JUSTIN TIMBERLAKE ACCOMPLISHMENTS!!
- 1989- Taste of Fame.......Singing as a warm-up act at a local lip-synching contest, 8-year-old Timberlake wows the crowd with his version of a New Kids on the Block tune. "Little girls in the sixth, seventh, eighth and ninth grades just surrounded him," Timberlake's stepfather, Paul Harless, later tells PEOPLE. "It was like something out of a Beatles movie. They had him pinned against a wall. Some wanted to get his autograph; some tried to give him money."
- 1992- Star Burst........Wearing a cowboy hat and western shirt, 11-year-old Timberlake sings Alan Jackson's "Love's Got A Hold On You" as a contestant on TV's Star Search. He loses.
- 1993- Mousing Around......Plucked from a Nashville cattle call, Timberlake wins a prized spot on Disney's TV show The New MickeyMouse Club, joining Britney Spears, Christina Aguilera,Ryan Gosling, and future 'N Sync band mate, JC Chasez. The show is canceled two years later.
- 1995- The Boys Are 'N Sync.......Timberlake, 14, teams up with Chris Kirkpatrick and dancer Joey Fatone before recruiting former Mouseketeer Chasez. Timberlake's vocal coach suggests daycare-worker Lance Bass, rounding out the quintet. The boys become 'N Sync, a name coined by Timberlake's mother, Lynn Harless, who rearranged the last letter of each member's first name. Boy-group wranglers Lou Pearlman and Johnny Wright, the same duo that launched the Backstreet Boys and late '80s group New Kids on the Block, manage the group.
- 1996- Tearin' Up the Charts......'N Sync scores a recording contract with German label BMG. Their self-titled debut album is released in Europe and becomes an instant phenomenon thanks to singles "I Want You Back" and "Tearin' Up My Heart." 'N Sync spends the next two years touring abroad before the album's U.S. in 1998, where it sells 5 million copies by the year's end.
- 2001- A Turn Toward Hip-Hop....'N Sync releases its fourth album, Celebrity, and though it never reaches the success of No Strings Attached, the album does peak at No. 1 on Billboard's 200 chart. The key singles are the breakup ballad "Gone" and the heavily R&B-influenced "Girlfriend," which signals the group's turn toward hip-hop and gets them airplay on urban radio stations.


What is needed: Which lines run from the one containing "Image is 980x435 pixels." through the last line of the records? Copy them exactly, leaving pictures out.

Supplied data:
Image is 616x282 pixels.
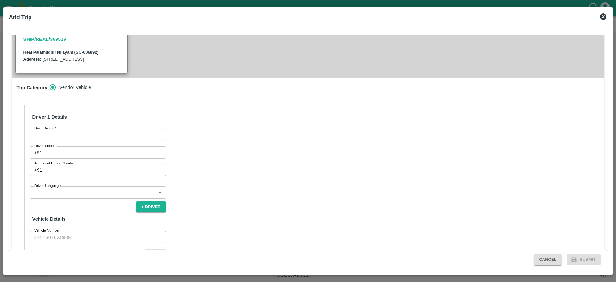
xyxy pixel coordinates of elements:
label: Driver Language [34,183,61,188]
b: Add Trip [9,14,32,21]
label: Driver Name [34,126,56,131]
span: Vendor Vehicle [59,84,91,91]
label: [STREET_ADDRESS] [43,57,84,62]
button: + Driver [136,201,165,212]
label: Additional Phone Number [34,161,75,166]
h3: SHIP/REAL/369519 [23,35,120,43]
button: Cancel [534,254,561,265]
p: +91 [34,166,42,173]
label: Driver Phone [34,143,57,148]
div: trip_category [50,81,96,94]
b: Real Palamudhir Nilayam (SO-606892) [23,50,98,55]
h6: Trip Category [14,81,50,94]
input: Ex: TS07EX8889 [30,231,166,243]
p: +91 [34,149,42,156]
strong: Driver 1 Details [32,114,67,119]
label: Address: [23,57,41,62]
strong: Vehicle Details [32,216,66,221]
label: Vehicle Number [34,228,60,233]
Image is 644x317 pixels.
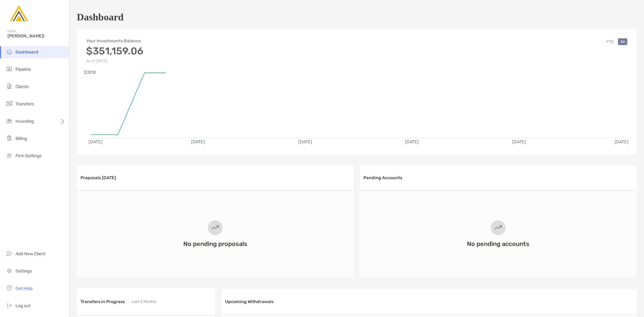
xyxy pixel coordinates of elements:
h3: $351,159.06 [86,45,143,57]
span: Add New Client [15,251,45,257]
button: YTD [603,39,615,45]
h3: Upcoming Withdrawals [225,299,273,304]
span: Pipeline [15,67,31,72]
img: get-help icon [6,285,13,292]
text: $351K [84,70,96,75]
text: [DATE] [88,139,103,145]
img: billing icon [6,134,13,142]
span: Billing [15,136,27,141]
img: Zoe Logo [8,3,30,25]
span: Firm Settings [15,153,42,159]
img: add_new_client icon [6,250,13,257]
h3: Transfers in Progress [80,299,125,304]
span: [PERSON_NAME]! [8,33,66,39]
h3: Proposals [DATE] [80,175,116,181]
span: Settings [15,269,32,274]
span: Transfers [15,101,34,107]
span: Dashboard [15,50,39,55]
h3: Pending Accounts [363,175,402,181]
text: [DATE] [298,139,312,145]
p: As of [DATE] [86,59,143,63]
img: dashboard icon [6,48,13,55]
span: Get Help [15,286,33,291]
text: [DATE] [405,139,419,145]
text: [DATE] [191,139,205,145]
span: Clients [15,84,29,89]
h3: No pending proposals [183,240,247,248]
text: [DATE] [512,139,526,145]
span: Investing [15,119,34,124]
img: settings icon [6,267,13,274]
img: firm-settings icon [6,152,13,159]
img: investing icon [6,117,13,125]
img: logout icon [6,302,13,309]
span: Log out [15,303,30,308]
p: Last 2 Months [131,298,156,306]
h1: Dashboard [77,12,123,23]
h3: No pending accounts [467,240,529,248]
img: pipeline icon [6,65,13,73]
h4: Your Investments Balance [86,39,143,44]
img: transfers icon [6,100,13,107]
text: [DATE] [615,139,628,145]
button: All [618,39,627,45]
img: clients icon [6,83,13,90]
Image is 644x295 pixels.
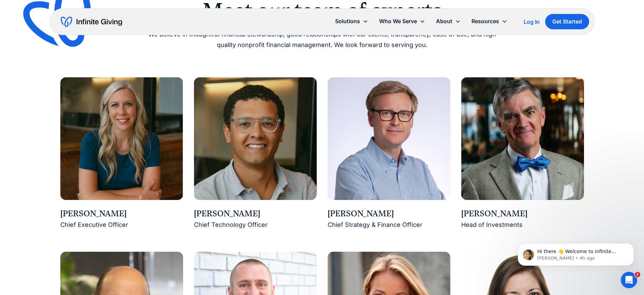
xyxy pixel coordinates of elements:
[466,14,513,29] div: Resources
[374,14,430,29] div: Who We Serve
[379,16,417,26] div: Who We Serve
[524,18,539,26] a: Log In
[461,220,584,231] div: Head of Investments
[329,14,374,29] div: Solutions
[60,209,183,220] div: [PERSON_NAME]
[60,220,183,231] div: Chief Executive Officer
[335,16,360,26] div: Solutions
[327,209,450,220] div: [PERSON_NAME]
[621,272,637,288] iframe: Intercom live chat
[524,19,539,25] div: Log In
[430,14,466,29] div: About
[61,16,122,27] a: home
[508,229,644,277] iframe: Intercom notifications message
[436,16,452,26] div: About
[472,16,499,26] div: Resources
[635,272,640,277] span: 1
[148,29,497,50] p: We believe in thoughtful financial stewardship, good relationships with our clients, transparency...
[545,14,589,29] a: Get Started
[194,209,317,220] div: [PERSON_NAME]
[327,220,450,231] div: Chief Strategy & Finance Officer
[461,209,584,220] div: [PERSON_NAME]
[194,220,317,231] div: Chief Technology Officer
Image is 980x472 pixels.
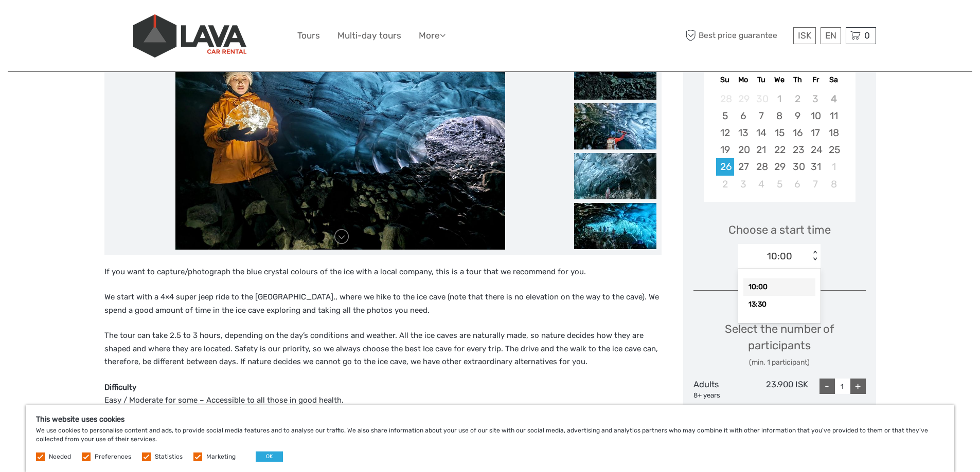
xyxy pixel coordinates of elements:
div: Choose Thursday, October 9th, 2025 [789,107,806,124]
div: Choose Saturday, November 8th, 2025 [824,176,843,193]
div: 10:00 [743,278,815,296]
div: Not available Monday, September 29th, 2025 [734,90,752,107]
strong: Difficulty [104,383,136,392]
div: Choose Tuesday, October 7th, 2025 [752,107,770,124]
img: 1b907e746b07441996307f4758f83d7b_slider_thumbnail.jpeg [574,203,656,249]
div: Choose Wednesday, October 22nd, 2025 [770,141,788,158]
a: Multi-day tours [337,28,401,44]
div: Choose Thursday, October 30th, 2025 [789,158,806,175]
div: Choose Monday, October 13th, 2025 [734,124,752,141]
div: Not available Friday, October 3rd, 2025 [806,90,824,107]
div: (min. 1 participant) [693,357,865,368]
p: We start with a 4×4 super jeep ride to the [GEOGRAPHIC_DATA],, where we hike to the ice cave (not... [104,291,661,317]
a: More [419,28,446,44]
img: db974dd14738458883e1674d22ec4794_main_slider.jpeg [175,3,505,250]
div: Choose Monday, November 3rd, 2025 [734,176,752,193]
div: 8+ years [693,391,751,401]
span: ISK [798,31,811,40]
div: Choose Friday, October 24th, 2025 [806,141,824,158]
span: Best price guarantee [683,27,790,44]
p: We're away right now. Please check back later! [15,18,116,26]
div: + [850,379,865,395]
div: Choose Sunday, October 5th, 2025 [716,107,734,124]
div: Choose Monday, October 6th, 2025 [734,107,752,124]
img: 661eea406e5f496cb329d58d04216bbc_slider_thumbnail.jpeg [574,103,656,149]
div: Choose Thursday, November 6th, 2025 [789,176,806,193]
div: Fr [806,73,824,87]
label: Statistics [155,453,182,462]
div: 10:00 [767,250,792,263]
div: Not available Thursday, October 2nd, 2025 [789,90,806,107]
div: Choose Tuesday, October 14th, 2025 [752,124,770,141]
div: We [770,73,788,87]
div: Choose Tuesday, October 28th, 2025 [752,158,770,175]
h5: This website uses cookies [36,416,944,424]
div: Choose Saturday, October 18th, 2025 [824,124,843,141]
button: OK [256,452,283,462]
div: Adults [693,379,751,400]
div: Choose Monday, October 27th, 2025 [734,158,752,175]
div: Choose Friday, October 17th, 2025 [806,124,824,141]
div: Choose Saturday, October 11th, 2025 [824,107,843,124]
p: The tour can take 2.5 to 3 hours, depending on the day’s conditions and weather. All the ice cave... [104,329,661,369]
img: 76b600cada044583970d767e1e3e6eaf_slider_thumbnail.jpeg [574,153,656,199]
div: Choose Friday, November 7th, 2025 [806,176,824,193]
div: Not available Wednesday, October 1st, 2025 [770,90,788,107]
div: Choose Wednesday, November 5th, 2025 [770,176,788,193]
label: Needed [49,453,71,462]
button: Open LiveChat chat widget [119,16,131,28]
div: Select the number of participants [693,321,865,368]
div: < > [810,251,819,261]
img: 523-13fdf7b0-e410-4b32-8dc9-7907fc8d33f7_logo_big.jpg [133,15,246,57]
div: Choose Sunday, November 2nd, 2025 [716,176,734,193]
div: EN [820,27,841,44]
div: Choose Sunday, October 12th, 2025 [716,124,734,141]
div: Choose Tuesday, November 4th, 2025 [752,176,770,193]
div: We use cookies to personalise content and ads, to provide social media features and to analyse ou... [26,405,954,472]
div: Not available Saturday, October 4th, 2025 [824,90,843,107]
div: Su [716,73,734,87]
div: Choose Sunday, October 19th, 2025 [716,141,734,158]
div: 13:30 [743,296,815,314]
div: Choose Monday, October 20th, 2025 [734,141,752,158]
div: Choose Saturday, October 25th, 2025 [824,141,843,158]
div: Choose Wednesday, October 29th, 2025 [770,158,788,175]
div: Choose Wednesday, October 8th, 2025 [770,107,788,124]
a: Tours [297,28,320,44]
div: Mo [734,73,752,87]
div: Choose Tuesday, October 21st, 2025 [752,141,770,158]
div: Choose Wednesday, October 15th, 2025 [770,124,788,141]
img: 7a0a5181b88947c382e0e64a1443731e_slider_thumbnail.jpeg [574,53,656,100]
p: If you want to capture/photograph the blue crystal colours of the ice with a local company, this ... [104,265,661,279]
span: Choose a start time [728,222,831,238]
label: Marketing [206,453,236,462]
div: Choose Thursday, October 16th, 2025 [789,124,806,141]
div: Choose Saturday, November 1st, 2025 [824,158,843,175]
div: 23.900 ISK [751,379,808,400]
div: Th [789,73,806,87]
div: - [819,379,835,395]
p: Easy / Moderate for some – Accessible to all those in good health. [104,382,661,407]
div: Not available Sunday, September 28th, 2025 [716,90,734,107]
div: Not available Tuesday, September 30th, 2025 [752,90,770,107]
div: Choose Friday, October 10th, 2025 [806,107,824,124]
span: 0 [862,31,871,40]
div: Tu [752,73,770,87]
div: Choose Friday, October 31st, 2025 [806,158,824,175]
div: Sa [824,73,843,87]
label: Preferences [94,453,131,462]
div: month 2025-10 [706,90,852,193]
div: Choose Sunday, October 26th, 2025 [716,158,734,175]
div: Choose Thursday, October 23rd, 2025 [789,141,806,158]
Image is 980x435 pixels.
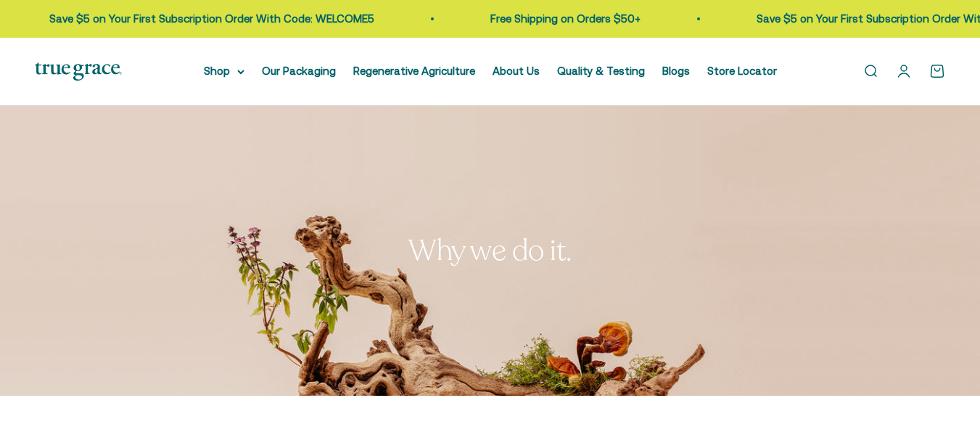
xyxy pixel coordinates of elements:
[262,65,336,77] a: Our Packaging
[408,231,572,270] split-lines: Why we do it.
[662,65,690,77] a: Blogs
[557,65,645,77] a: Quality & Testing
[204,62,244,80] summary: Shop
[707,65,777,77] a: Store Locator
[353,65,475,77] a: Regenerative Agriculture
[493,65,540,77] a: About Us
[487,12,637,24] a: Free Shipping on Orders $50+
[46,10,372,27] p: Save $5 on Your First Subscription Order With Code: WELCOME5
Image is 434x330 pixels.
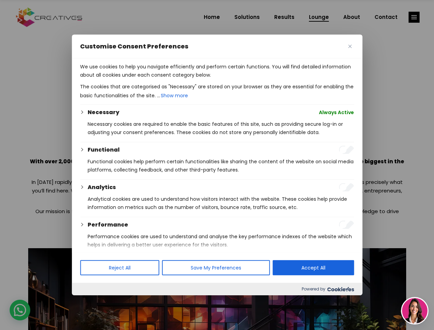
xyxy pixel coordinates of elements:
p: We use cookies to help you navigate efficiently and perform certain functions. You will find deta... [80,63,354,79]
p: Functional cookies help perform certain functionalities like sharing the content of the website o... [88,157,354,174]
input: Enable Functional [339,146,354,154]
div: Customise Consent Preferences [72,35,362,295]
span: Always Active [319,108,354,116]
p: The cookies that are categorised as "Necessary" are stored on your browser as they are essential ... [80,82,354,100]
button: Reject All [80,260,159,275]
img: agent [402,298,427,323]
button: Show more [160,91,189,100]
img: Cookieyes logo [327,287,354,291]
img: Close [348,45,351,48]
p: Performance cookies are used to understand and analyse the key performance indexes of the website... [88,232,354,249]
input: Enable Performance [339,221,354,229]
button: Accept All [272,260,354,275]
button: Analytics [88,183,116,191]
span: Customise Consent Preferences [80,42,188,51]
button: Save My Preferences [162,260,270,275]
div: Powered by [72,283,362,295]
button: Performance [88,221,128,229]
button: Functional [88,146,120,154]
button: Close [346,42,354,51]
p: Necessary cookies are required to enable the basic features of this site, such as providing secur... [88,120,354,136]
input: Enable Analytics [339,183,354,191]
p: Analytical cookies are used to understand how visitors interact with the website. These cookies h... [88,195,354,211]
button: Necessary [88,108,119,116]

Result of this task:
Image is 980x435 pixels.
xyxy pixel coordinates of elements:
[262,65,336,77] a: Our Packaging
[408,231,572,270] split-lines: Why we do it.
[662,65,690,77] a: Blogs
[557,65,645,77] a: Quality & Testing
[204,62,244,80] summary: Shop
[707,65,777,77] a: Store Locator
[353,65,475,77] a: Regenerative Agriculture
[493,65,540,77] a: About Us
[487,12,637,24] a: Free Shipping on Orders $50+
[46,10,372,27] p: Save $5 on Your First Subscription Order With Code: WELCOME5
Image is 434x330 pixels.
xyxy pixel coordinates of elements:
p: We use cookies to help you navigate efficiently and perform certain functions. You will find deta... [80,63,354,79]
p: Functional cookies help perform certain functionalities like sharing the content of the website o... [88,157,354,174]
input: Enable Functional [339,146,354,154]
div: Customise Consent Preferences [72,35,362,295]
span: Always Active [319,108,354,116]
p: The cookies that are categorised as "Necessary" are stored on your browser as they are essential ... [80,82,354,100]
button: Reject All [80,260,159,275]
img: agent [402,298,427,323]
button: Show more [160,91,189,100]
img: Cookieyes logo [327,287,354,291]
img: Close [348,45,351,48]
p: Performance cookies are used to understand and analyse the key performance indexes of the website... [88,232,354,249]
input: Enable Performance [339,221,354,229]
button: Accept All [272,260,354,275]
button: Analytics [88,183,116,191]
span: Customise Consent Preferences [80,42,188,51]
button: Save My Preferences [162,260,270,275]
div: Powered by [72,283,362,295]
button: Performance [88,221,128,229]
button: Functional [88,146,120,154]
button: Close [346,42,354,51]
p: Necessary cookies are required to enable the basic features of this site, such as providing secur... [88,120,354,136]
input: Enable Analytics [339,183,354,191]
p: Analytical cookies are used to understand how visitors interact with the website. These cookies h... [88,195,354,211]
button: Necessary [88,108,119,116]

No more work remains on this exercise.